The DMC 12 has lived on, though, in different ways. In vintage-car circles, remaining examples continue to change hands at eye-watering prices. The car's popularity, and cult appeal, had already been boosted by its drive-on part as the Tardis-like transit vehicle in the time-travel movie, Back to the Future. Campbell makes no direct reference to the Michael J Fox blockbuster in his film - although, intriguingly, at the beginning of Make it New John, puts his own clock back also to the 1950s, to a time when the future was one of unalloyed promise, and before the yearning that propels the American dream-life found ever-greater surrogate satisfaction in the world of consumer products. The road to and from that halcyon, smalltown point-of-departure starts out quiet but is quickly crowded by cars: big cars, fast cars, brash cars, new cars; cars with the roof down and music playing; cars as markers of status, and as symbols of something elusive, intangible.
Campbell conjures that carnivalesque procession of cars down the decades from various public and online archives. As the pile-up of footage echoes the pile-up of vehicles, he reminds us, obliquely, how our contemporary traffic in images has become as crowded and chaotic as the traffic on the roads. The skill with which Campbell combines these disparate filmic fragments brings another analogy to mind. Although we still crave new images, and new experiences, their value often plummets the minute we obtain them, just as a new car does the moment it leaves the showroom. Increasingly now, it is old stuff we tend to treasure, and which continues to hold its worth. When all is said and done, though, with images, as with motor vehicles, there are no failsafe guarantees. Not everything second-hand is time-aged and time-proof; not everything used is vintage. It still takes an eye like Campbell's to sort out the classic from the scrap.

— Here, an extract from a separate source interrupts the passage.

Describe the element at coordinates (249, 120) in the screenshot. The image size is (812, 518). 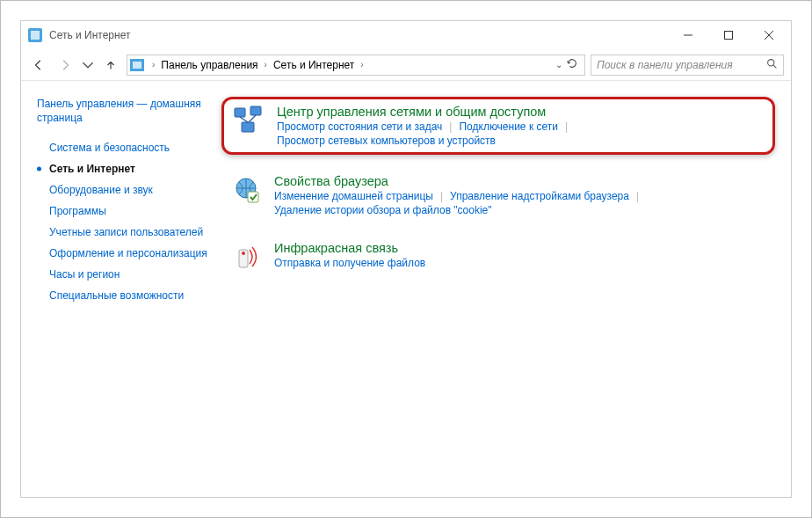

Following its freewheeling extended prelude, Make it New John details the Belfast phase of the larger DeLorean story in a more straightforward arrangement of TV and newsreel clips that take us from the euphoria of the initial announcement, and the first cars being built, through the growing rumbles of financial and political discontent, to the final wind-down, and the occupation of the factory by some of its workers. The film then shifts again, into a haunting, protracted coda, which, despite its carefully evoked period texture, is self-evidently a staged reconstruction of a TV interview with members of that sit-in. It is here that we are introduced to another protagonist named John, who may just as easily be the one of the title: an elderly factory worker, who had greeted the arrival of the plant as his one big chance to start over, and who now feels correspondingly betrayed.

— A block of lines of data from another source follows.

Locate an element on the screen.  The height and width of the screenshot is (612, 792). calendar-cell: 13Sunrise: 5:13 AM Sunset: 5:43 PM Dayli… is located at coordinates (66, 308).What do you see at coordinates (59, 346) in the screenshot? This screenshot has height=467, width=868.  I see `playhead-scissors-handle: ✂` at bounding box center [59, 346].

Almost half a century on, Belfast has seen a major economic revival, and has changed dramatically from the place it was in the late 1970s. and early 80s. There is no trace of the DeLorean factory, although there is a Museum to the Titanic, another ill-starred venture that began there. Northern Ireland's recent upturn has been built on many things, but, among the reasons cited, it was curious to see a significant rise in tourism apparently generated by people flocking to visit the locations used in the TV series, Game of Thrones. A prime example of the kind of 'fantasy history' viewers now seem to favour over period-accurate recreation, its customised, pimped-up combo of disparate elements from unconnected eras is so deliriously scrambled it makes a piece of pop retro sci-fi like Back to the Future seem positively innocent. In our post-industrial, post-Fordist times, it's strangely appropriate perhaps that Northern Ireland's fortunes have been raised anew, not by the material promise of a futuristic dream car but by a another time-travelling vehicle, and a different kind of fantasy.